Run on-chain
Learn how to run methods of a contract on-chain
Core api is more flexible than AppKit and you can perform a lot of complex logic using it. But you will need to write more code with it as well :)
You need to define the contract in your node.js application before running its methods.
Full sample: https://github.com/everx-labs/sdk-samples/tree/master/core-examples/node-js/hello-wallet
About run
Run operation consists of few steps:
Creating a message;
Sending a message;
Receiving the message completion transaction;
Receiving external messages created by
return
function;Decoding the messages bodies according to the ABI.
Run on-chain
Pattern 1. Run in 1 step: process_message
method
process_message
methodThe process_message method runs ABI-compatible contract method on-chain and returns the result transaction along with the external messages bocs, and decoded external messages bodies.
process_message
performs all the run operation steps inside.

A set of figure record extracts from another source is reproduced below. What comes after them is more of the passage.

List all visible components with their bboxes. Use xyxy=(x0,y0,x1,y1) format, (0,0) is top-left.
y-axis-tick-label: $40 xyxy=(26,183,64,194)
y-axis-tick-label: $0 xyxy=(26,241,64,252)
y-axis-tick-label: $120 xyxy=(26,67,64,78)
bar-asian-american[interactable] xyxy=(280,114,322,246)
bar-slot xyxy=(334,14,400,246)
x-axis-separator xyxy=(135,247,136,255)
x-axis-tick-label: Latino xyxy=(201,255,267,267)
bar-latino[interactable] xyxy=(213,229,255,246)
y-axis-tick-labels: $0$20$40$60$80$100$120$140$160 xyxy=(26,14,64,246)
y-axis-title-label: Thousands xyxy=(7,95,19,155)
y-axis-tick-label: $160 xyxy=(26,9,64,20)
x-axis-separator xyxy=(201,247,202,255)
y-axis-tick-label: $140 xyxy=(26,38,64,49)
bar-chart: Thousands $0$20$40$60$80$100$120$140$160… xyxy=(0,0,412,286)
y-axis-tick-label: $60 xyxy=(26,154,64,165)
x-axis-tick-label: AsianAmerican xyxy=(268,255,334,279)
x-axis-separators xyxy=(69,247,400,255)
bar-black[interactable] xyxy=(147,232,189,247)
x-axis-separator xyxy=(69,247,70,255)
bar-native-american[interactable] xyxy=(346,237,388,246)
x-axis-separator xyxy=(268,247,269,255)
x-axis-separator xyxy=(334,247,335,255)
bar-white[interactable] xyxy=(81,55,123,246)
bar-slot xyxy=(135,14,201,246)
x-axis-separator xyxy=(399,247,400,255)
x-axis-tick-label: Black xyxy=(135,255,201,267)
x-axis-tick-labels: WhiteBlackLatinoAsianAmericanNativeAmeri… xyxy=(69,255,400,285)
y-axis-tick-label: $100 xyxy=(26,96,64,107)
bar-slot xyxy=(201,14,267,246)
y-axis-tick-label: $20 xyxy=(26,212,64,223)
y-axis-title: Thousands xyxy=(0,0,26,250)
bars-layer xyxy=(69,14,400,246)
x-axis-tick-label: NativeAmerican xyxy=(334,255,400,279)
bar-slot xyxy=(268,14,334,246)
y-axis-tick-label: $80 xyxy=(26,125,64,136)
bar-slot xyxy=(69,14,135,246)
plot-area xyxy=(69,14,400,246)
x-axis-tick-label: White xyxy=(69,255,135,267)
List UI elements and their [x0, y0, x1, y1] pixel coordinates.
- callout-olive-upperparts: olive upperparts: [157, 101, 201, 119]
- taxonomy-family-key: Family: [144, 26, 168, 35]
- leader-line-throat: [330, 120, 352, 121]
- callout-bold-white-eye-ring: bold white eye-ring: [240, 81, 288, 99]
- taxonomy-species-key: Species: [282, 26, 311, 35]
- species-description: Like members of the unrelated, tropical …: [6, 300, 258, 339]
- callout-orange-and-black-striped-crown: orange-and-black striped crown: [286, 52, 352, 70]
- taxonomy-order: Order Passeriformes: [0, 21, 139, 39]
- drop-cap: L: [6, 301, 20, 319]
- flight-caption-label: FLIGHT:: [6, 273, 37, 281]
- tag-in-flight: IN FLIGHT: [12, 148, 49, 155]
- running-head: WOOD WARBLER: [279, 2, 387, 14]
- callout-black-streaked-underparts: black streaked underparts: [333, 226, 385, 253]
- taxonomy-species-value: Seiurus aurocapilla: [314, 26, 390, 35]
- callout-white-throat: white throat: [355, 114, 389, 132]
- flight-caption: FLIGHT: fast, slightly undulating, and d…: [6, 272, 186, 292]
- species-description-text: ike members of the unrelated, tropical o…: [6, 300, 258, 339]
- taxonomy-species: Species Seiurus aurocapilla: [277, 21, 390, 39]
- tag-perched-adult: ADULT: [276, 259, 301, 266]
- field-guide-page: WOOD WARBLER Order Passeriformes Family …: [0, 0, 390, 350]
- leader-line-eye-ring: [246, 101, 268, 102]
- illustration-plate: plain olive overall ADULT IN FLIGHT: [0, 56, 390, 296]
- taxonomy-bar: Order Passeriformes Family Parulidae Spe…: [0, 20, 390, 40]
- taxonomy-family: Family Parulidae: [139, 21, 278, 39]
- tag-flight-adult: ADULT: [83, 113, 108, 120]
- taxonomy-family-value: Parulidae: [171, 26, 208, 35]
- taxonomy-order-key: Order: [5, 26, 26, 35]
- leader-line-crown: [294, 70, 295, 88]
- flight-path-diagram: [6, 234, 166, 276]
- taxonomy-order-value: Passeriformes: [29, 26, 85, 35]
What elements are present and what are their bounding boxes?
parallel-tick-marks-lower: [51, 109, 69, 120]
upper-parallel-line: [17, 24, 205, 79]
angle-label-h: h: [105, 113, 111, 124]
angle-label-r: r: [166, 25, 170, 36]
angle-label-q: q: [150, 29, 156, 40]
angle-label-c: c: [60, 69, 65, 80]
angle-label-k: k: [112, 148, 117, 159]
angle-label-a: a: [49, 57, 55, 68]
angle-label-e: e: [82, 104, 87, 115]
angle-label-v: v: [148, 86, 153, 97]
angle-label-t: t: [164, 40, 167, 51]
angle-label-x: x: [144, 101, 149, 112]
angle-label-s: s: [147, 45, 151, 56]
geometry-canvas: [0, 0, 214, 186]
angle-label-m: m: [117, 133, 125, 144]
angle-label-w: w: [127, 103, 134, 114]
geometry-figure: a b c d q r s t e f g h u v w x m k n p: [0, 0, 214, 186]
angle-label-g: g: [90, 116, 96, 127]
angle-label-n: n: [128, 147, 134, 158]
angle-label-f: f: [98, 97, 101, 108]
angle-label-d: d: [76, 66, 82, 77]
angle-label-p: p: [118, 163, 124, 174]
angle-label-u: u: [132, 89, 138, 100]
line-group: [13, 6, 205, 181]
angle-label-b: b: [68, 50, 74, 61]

Note: This is an easy to implement pattern to run, but we do not recommend to use it because of network inconsistency and application crash probability. For more reliable approach - use the Pattern 2.
For example, a contract has such method:
Client method call:
See the full sample in the repository with sdk samples:
https://github.com/everx-labs/sdk-samples/tree/master/core-examples/node-js/hello-wallet
Pattern 2. Run in 3 steps: encode_message
-> send_message
-> wait_for_transaction
encode_message
-> send_message
-> wait_for_transaction
To run a contract method, first you need to create a run message:
Now the message should be sent. sendMessage
method returns the the last block created in the shard before the message was sent.
After the message was sent we need to wait for the transaction starting from the last shard block:
Calculate account fees
Retrieve result.fees
object of process_message
or wait_for_transaction
. You need result.fees.account_fees
for total account fees value.
Fees object detailed explanation
Here is the structure of fees object.
storage_fee
: bigint – Fee for account storagegas_fee
: bigint – Fee for processingin_msg_fwd_fee
: bigint – Deprecated. Left for backward compatibility.ext_in_msg_fee
: bigint – Fee for inbound external message import.total_fwd_fees
: bigint – Total fees the account pays for message forwardingaccount_fees
: _bigint_** – Total account fees for the transaction execution. Compounds of storage_fee + gas_fee + ext_in_msg_fee + total_fwd_fees**
Deprecated fields. Left for backward compatibility.
out_msgs_fwd_fee
: bigint – Deprecated. Left for backward compatibility.total_account_fees
: bigint – Deprecated. Left for backward compatibility. This is the field that is named astotal_fees
in GraphQL API Transaction type.total_account_fees
name is misleading, because it does not mean account fees, instead it means validators total fees received for the transaction execution. It does not include some forward fees that account actually pays now, but validators will receive later during value delivery to another account (not even in the receiving transaction but along the way of a chain of transactions processing). Because of all of this, this field is not interesting for those who want to understand the real account fees, this is why it is deprecated and left for backward compatibility.total_output
: bigint – Deprecated. Left for backward compatibility.
See the full example in sdk samples repository: https://github.com/everx-labs/sdk-samples/blob/master/core-examples/node-js/hello-wallet/index_pattern2.js
Check out AppKit documentation for this use case.